Skip to Content

CDT Long Comment Regarding a Proposed Exemption Under 17 U.S.C. § 1201

The expanded exemption sought is for software security research, which provides essential protections for active research and testing efforts into evolving cybersecurity risks. The Copyright Office has acknowledged the value of this research, as evidenced by the decision to renew the pre-existing exemption. However, the exemption contains restrictions on research methods and eligible devices, which limits and chills critical research into vulnerabilities with the threat of litigation.

As we have noted in previous exemptions, software and related access controls are increasingly embedded in a wide range of systems. The Register recognized this by granting an exemption for software security research during the last triennial period that included consumer devices, medical devices, and motor vehicles. But the exemption did not include other types of devices that increasingly include software and will also feature security flaws and vulnerabilities, like infrastructure and industrial equipment. Due to the widespread integration of software in tangible products and physical world processes, these flaws pose risks that are qualitatively different from the risks associated with traditional security defects confined to the digital environment.

In light of the rapid proliferation of products and systems subject to software-based security flaws and vulnerabilities, an exemption needs to cover more than just a single product or class of product. Product-by-product exemptions (e.g., software contained in smart thermostats) would make little sense in a world where harmful flaws may exist in any of a wide variety of products or systems. If researchers are forced to wait for the next triennial review process each time they discover that software on an additional type of specific product carries significant security vulnerabilities, the damage will already be done.

For these reasons, the Copyright Office should grant the petitions for a broader exemption covering security research under Proposed Class 10.

Documentary Evidence

As documentary evidence, we have attached the “The Importance of Security Research” report authored by Joseph Lorenzo Hall, Apratim Vidyarthi, and Benjamin C. Dean. The case studies in the report detail some of the more notable discoveries in security research in recent years and help illustrate the importance of an exemption to the DMCA.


> **PROMPT**: Exclude images, then output the remaining data verbatim.

Items from a figure collection:
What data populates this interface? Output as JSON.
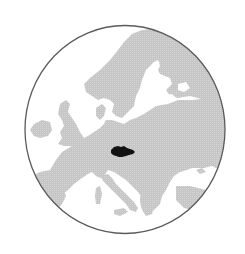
{
  "map": {
    "type": "locator-map",
    "region": "Europe",
    "highlighted_country": "Czech Republic",
    "colors": {
      "background": "#ffffff",
      "sea": "#ffffff",
      "land": "#c9c9c9",
      "highlight": "#111111",
      "globe_border": "#5a5a5a"
    }
  }
}
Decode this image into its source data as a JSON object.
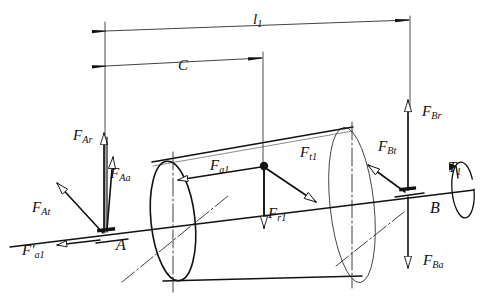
{
  "diagram": {
    "background_color": "#ffffff",
    "line_color": "#111111",
    "dimensions": [
      {
        "id": "l1",
        "base": "l",
        "sub": "1",
        "label": "l1",
        "x": 253,
        "y": 12
      },
      {
        "id": "C",
        "base": "C",
        "sub": "",
        "label": "C",
        "x": 178,
        "y": 58
      }
    ],
    "points": [
      {
        "id": "A",
        "label": "A",
        "x": 116,
        "y": 237
      },
      {
        "id": "B",
        "label": "B",
        "x": 430,
        "y": 200
      }
    ],
    "forces": [
      {
        "id": "F_Ar",
        "base": "F",
        "sub": "Ar",
        "label": "F Ar",
        "x": 73,
        "y": 128,
        "dir": "up"
      },
      {
        "id": "F_Aa",
        "base": "F",
        "sub": "Aa",
        "label": "F Aa",
        "x": 110,
        "y": 166,
        "dir": "up-right"
      },
      {
        "id": "F_At",
        "base": "F",
        "sub": "At",
        "label": "F At",
        "x": 32,
        "y": 200,
        "dir": "up-left"
      },
      {
        "id": "F_a1p",
        "base": "F'",
        "sub": "a1",
        "label": "F'a1",
        "x": 22,
        "y": 243,
        "dir": "left"
      },
      {
        "id": "F_a1",
        "base": "F",
        "sub": "a1",
        "label": "F a1",
        "x": 210,
        "y": 158,
        "dir": "left"
      },
      {
        "id": "F_r1",
        "base": "F",
        "sub": "r1",
        "label": "F r1",
        "x": 268,
        "y": 206,
        "dir": "down"
      },
      {
        "id": "F_t1",
        "base": "F",
        "sub": "t1",
        "label": "F t1",
        "x": 300,
        "y": 145,
        "dir": "down-right"
      },
      {
        "id": "F_Bt",
        "base": "F",
        "sub": "Bt",
        "label": "F Bt",
        "x": 378,
        "y": 139,
        "dir": "up-left"
      },
      {
        "id": "F_Br",
        "base": "F",
        "sub": "Br",
        "label": "F Br",
        "x": 422,
        "y": 104,
        "dir": "up"
      },
      {
        "id": "F_Ba",
        "base": "F",
        "sub": "Ba",
        "label": "F Ba",
        "x": 423,
        "y": 253,
        "dir": "down"
      }
    ],
    "torques": [
      {
        "id": "T1",
        "base": "T",
        "sub": "1",
        "label": "T1",
        "x": 448,
        "y": 160,
        "dir": "cw-about-axis"
      }
    ]
  }
}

> **RESULT OF THE TASK**:
What data populates this interface? Output as JSON.
{
  "map": {
    "type": "locator-map",
    "region": "Europe",
    "highlighted_country": "Czech Republic",
    "colors": {
      "background": "#ffffff",
      "sea": "#ffffff",
      "land": "#c9c9c9",
      "highlight": "#111111",
      "globe_border": "#5a5a5a"
    }
  }
}
Decode this image into its source data as a JSON object.
{
  "diagram": {
    "background_color": "#ffffff",
    "line_color": "#111111",
    "dimensions": [
      {
        "id": "l1",
        "base": "l",
        "sub": "1",
        "label": "l1",
        "x": 253,
        "y": 12
      },
      {
        "id": "C",
        "base": "C",
        "sub": "",
        "label": "C",
        "x": 178,
        "y": 58
      }
    ],
    "points": [
      {
        "id": "A",
        "label": "A",
        "x": 116,
        "y": 237
      },
      {
        "id": "B",
        "label": "B",
        "x": 430,
        "y": 200
      }
    ],
    "forces": [
      {
        "id": "F_Ar",
        "base": "F",
        "sub": "Ar",
        "label": "F Ar",
        "x": 73,
        "y": 128,
        "dir": "up"
      },
      {
        "id": "F_Aa",
        "base": "F",
        "sub": "Aa",
        "label": "F Aa",
        "x": 110,
        "y": 166,
        "dir": "up-right"
      },
      {
        "id": "F_At",
        "base": "F",
        "sub": "At",
        "label": "F At",
        "x": 32,
        "y": 200,
        "dir": "up-left"
      },
      {
        "id": "F_a1p",
        "base": "F'",
        "sub": "a1",
        "label": "F'a1",
        "x": 22,
        "y": 243,
        "dir": "left"
      },
      {
        "id": "F_a1",
        "base": "F",
        "sub": "a1",
        "label": "F a1",
        "x": 210,
        "y": 158,
        "dir": "left"
      },
      {
        "id": "F_r1",
        "base": "F",
        "sub": "r1",
        "label": "F r1",
        "x": 268,
        "y": 206,
        "dir": "down"
      },
      {
        "id": "F_t1",
        "base": "F",
        "sub": "t1",
        "label": "F t1",
        "x": 300,
        "y": 145,
        "dir": "down-right"
      },
      {
        "id": "F_Bt",
        "base": "F",
        "sub": "Bt",
        "label": "F Bt",
        "x": 378,
        "y": 139,
        "dir": "up-left"
      },
      {
        "id": "F_Br",
        "base": "F",
        "sub": "Br",
        "label": "F Br",
        "x": 422,
        "y": 104,
        "dir": "up"
      },
      {
        "id": "F_Ba",
        "base": "F",
        "sub": "Ba",
        "label": "F Ba",
        "x": 423,
        "y": 253,
        "dir": "down"
      }
    ],
    "torques": [
      {
        "id": "T1",
        "base": "T",
        "sub": "1",
        "label": "T1",
        "x": 448,
        "y": 160,
        "dir": "cw-about-axis"
      }
    ]
  }
}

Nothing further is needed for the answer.